Well, here we go again – according to the Denver Post, Nexstar is buying TEGNA in a multi-billion-dollar merger that smells like the same old rotten casserole of media consolidation we’ve all been choking down since the ’90s. Written with just enough corporate optimism to make you forget how awful this will probably be for actual journalism, the article glosses over the gory details about what happens any time a big fish eats a slightly smaller fish in broadcasting: jobs disappear, local news thins out like hair on a career politician’s head, and taxpayers get more recycled network headlines with a new logo slapped on top.
The Bullet Point Brief
- Nexstar is acquiring TEGNA for several billion dollars – because clearly one mega-conglomerate wasn’t bloated enough.
- Executives say it’ll lead to “efficiencies.” Translation: layoffs and cookie-cutter content straight from a coast-based ivory tower.
- Promises of “expanded digital offerings” sound great until you realize it’s just your 10 o’clock news repurposed into TikToks.
- Local stations are expected to remain operational… whatever that means when half your anchors are replaced by syndicated robots.
- Proponents call it growth; people inside the industry (and anyone with two brain cells) call it another nail in local journalism’s coffin.
My Bottom Line
As someone who’s logged four decades in the radio broadcast business, and lived through more mergers than Britney Spears had chart-toppers – let me tell you: this ain’t gonna end pretty. Every single damn time these corporate vultures circle overhead and start flapping their buzzwords like “synergy” and “efficiency,” you can go ahead and start printing pink slips. These mergers rarely mean better programming or smarter storytelling. What they usually bring is a bottom-line bloodletting where real journalists walk out the door with their cardboard boxes while bean counters light cigars with integrity.
And let’s talk local news – the backbone of what made American journalism matter before everyone started getting their facts from YouTube flat-earthers and TikTok therapists. Local stories vanish under these mergers because telling them takes resources – aka reporters who care about truth more than clickbait. Once Nexstar squeezes every last dime out of TEGNA’s assets, we’ll be left with another soulless content mill pretending regurgitated national commentary passes as connection to community.
Now sure, there’s opportunity buried in this dumpster fire if they actually push digital platforms forward as promised – but let’s be honest: do we really believe boardroom billionaires have preserving journalism as priority #1? Hell no. This is Wall Street meets Weekend at Bernie’s – propping up legacy media shells long enough to cash out before anyone notices the lights are off inside.
Look, I’m not some wide-eyed idealist howling at the moon about capitalism. Hell, I appreciate capitalism – probably more than most. I’ve lived my career in it. I know broadcast is a business. Stations have bills to pay, ad slots to sell, and towers that don’t power themselves. But broadcasting is also a responsibility – a civic trust that goes way beyond ratings and revenue. It’s about informing a community, holding power accountable, and giving people the kind of journalism that doesn’t just fill airtime but actually matters. When that mission takes a backseat to profit margins, what we end up with isn’t just bad business – it’s bad democracy.
Thomas Jefferson, who had his own battles with the press, still believed it was more essential to liberty than the government itself. That wasn’t flowery rhetoric, it was a damn warning. Because once the airwaves become just another strip-mined asset for shareholders, and the news gets hollowed out into clickbait and commentary from 1,500 miles away, we lose something foundational. We don’t just lose jobs. We lose watchdogs. We lose connection. We lose the ability to know what the hell is happening in our own backyards. If we keep letting media conglomerates cannibalize what’s left of local journalism, pretty soon we won’t need Jefferson to remind us what we lost – we’ll be living in the consequences. And they won’t be televised.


The problem
Report each line of the entries that includes "StudentDIM" by copying it.

Input for this task

********************

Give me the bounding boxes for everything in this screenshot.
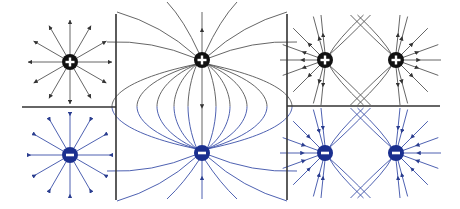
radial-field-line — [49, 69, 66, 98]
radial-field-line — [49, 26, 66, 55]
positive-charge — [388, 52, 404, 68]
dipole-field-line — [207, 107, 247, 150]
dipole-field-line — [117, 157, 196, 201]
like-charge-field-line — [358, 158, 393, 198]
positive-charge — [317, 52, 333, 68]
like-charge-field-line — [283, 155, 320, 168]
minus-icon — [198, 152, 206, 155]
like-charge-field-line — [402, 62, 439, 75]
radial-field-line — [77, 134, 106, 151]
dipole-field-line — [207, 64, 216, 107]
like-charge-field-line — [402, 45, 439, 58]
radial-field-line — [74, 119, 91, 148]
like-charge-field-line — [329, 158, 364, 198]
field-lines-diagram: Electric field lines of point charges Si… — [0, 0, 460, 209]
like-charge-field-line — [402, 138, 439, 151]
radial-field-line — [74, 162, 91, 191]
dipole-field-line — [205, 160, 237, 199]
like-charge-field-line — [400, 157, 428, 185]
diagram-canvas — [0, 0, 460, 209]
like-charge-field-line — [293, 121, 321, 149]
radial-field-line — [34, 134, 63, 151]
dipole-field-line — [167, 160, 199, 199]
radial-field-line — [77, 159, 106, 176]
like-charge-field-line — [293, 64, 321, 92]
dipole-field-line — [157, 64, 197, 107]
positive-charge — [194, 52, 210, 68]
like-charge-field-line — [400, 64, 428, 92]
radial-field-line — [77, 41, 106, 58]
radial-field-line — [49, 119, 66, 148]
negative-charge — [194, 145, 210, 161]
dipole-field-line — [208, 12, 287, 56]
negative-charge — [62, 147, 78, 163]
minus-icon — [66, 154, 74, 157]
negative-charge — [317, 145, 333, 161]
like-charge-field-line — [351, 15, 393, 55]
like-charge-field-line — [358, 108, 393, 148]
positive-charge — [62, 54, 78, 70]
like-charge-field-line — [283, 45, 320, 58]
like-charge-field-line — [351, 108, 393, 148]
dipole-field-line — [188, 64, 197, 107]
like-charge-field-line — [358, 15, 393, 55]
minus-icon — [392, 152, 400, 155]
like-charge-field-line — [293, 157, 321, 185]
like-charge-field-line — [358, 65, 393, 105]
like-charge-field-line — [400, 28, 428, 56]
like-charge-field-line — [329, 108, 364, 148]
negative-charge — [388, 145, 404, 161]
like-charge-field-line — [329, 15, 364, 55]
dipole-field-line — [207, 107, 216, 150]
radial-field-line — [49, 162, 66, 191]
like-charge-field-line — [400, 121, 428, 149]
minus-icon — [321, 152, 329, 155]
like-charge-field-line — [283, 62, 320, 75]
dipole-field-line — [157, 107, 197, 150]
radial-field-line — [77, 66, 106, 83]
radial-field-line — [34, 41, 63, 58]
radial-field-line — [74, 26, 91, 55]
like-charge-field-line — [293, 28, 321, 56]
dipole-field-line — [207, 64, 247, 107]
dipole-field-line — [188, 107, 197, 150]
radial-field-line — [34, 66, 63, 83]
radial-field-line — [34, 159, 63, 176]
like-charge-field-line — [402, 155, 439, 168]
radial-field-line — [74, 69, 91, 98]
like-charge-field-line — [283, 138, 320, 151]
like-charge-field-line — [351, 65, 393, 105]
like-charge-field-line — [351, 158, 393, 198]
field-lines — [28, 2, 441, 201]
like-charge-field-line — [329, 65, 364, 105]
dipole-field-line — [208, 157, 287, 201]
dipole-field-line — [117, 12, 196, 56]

********************

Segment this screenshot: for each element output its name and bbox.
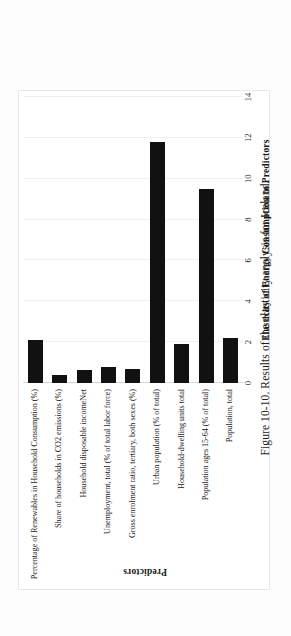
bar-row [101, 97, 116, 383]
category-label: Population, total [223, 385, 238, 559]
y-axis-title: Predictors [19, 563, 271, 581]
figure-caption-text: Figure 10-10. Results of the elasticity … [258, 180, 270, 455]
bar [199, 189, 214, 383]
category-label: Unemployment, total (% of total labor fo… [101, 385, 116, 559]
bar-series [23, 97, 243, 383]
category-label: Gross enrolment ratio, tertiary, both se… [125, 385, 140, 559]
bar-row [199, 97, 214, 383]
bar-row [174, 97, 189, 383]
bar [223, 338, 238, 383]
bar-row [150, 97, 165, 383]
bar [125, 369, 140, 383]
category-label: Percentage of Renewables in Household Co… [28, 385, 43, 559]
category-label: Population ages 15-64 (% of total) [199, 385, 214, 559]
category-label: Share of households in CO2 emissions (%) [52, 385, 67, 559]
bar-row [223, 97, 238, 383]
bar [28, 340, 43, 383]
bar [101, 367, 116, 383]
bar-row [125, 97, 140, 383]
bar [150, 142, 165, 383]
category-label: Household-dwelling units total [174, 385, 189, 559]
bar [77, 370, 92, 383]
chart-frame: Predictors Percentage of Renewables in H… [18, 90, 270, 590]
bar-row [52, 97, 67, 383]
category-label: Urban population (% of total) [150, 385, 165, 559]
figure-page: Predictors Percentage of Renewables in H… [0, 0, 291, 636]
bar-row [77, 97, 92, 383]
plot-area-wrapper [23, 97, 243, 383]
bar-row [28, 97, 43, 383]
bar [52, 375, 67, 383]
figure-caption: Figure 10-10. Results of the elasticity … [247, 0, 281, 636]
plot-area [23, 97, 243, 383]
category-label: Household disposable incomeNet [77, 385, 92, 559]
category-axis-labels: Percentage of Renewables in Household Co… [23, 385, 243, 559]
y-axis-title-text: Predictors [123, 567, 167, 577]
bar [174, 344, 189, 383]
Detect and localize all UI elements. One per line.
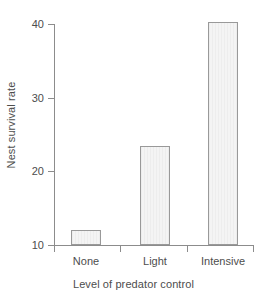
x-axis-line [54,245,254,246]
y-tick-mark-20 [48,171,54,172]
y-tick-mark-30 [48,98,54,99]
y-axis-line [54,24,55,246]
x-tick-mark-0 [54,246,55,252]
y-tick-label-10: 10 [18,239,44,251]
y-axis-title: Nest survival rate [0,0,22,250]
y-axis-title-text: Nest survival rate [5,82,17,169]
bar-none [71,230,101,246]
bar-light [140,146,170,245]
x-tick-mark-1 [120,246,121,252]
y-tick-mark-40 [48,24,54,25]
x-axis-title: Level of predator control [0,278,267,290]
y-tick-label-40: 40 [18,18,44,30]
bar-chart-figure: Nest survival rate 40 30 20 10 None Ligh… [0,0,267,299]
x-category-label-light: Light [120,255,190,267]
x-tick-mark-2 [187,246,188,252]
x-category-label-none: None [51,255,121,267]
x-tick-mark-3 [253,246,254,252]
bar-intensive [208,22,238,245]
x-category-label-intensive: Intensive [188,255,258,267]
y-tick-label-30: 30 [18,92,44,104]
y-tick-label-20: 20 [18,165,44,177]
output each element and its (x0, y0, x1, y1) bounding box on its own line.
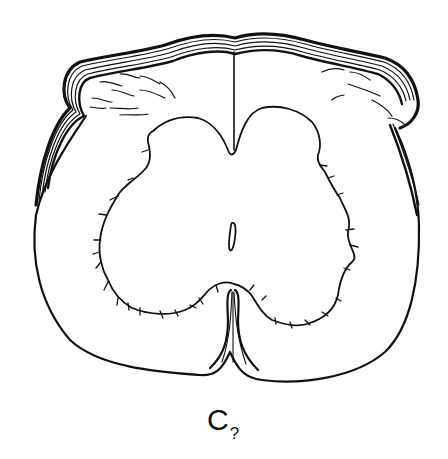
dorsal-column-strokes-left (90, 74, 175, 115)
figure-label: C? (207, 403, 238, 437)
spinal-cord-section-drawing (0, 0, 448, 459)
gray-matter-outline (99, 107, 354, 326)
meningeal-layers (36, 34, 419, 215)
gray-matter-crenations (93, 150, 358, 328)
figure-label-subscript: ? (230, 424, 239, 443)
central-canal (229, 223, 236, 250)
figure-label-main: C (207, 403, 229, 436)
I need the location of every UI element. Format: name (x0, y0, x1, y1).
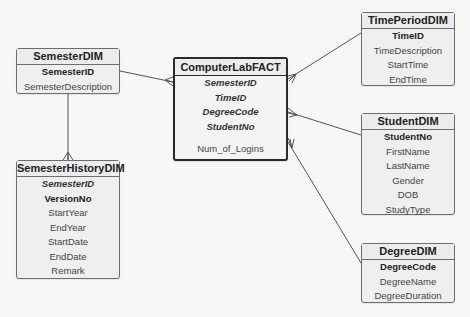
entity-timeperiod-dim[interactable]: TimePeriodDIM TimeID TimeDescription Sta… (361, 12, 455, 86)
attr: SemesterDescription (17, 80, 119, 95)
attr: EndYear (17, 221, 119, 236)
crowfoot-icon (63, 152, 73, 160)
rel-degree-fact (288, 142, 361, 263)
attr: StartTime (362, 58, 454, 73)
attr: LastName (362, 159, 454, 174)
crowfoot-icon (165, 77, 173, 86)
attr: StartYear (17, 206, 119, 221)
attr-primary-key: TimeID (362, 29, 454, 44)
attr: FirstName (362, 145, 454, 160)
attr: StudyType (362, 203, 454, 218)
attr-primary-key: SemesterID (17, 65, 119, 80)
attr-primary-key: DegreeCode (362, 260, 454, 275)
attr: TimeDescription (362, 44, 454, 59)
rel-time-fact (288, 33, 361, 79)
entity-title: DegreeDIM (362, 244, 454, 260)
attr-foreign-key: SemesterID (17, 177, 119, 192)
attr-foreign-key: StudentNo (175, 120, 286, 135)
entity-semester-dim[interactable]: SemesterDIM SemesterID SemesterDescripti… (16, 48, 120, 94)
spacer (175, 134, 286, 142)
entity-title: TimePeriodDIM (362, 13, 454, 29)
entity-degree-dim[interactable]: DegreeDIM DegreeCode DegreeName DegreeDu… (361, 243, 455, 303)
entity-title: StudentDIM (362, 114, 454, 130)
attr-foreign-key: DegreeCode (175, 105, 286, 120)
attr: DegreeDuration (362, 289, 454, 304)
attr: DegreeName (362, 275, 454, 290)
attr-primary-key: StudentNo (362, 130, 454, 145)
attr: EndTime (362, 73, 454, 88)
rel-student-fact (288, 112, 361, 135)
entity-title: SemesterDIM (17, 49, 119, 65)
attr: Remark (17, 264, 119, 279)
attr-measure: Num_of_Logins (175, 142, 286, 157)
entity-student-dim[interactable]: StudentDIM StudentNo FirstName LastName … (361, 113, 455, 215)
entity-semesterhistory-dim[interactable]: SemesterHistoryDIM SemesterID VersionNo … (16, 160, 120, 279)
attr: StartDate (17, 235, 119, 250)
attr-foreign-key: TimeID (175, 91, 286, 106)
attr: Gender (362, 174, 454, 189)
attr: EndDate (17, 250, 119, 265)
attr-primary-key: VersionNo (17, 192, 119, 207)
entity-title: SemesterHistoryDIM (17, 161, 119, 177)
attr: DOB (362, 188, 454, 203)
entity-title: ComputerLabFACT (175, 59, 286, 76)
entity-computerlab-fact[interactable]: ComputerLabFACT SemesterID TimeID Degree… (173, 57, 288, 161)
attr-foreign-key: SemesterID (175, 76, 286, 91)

********************

Exercise output
entity-title: StudentDIM (362, 114, 454, 130)
entity-student-dim[interactable]: StudentDIM StudentNo FirstName LastName … (361, 113, 455, 215)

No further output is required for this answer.